Today whilst checking the Wikipedia entry on Abraham Creighton, the second Earl of Erne, I noticed that new information hasadded recently to the entry.  It now appears that Abraham was a prominent member of Kildare Street Club.

This Club, founded in 1782, eventually became a bastion of the Anglo Irish Protestant Ascendancy, but in its early days included many individuals, including members of the aristocracy, who were deeply opposed to the British rule of Ireland. 

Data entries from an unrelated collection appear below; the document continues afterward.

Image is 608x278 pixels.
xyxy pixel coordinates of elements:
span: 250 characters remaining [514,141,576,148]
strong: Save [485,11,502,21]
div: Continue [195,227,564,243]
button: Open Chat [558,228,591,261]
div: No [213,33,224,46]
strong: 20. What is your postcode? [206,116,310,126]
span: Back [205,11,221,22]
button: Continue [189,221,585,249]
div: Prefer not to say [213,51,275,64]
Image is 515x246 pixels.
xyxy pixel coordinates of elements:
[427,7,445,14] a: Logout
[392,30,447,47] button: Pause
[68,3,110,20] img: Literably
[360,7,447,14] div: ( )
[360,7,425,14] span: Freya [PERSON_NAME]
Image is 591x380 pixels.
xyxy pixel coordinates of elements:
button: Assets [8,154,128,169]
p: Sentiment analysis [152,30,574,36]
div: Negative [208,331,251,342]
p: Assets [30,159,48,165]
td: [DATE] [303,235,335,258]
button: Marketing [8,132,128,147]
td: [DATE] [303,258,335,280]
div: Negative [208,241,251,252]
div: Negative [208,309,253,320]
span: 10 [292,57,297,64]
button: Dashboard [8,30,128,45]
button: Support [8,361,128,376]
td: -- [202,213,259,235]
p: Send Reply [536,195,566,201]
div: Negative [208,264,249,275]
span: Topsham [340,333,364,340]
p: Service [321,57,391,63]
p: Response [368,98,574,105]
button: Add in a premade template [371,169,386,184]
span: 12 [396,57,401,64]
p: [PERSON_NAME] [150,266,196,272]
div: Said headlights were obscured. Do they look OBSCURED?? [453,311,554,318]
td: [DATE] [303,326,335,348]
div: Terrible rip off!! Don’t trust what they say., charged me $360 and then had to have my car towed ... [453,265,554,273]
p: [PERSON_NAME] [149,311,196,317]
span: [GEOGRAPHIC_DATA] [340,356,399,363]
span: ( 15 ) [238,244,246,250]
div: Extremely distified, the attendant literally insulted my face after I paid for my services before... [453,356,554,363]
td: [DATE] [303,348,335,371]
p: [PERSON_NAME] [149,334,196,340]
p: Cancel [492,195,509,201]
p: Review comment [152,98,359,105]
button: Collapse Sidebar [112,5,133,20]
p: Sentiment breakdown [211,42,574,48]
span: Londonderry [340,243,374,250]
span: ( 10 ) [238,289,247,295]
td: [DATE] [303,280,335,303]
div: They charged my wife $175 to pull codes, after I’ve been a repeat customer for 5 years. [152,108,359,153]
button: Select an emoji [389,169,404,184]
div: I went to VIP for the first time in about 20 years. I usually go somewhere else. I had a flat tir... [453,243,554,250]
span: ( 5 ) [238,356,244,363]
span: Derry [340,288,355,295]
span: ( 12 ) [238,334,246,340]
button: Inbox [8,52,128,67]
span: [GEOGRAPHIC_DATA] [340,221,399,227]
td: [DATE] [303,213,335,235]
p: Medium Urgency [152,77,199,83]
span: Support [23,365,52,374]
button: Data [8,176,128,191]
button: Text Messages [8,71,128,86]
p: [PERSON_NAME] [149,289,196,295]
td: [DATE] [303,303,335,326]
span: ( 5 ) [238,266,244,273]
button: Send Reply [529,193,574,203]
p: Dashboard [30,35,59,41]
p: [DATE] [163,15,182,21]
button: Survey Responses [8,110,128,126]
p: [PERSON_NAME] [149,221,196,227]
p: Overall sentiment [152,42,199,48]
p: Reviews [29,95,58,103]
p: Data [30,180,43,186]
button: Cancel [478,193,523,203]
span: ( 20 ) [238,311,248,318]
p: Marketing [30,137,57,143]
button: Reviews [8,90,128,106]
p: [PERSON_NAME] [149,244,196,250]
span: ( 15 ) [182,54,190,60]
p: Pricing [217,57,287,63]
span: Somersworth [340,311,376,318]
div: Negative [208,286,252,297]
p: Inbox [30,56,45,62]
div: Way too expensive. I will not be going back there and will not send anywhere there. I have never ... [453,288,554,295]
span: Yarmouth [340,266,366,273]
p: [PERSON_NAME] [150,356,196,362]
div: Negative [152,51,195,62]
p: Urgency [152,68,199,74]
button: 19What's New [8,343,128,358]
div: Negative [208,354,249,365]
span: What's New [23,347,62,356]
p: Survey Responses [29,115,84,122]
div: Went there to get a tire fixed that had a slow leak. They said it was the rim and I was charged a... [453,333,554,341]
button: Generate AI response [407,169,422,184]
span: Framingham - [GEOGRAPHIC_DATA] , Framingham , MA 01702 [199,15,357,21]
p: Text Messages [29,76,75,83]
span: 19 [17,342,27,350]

Members of The Kildare Street Club included the MP Arthur O'Connor who embraced the Irish Republican movement, becoming a member of the Society of United Irishmen in 1796.   In the wake of the French Revolution and inspired by the Enlightenment ideals of the American Revolution O'Connor and Lord Edward Fitzgerald petitioned France for aid in support of an Irish revolution to end British monarchical rule.  Lord Fitzgerald was also a member of the Kildare Street Club and a close friend of Abraham Creighton having studied together as young men.  By the mid 1790's it seems clear that Abraham Creightons politics were moving in a direction that his father, the first Earl of Erne, a staunch supporter of the Hanoverian King George, a believer in the necessity of continued British rule and a pillar of the Protestant Ascendancy would have found deeply disturbing.  Ireland at this time is on the brink of armed revolution, British rule is under threat and a clash between father and son seems inevitable.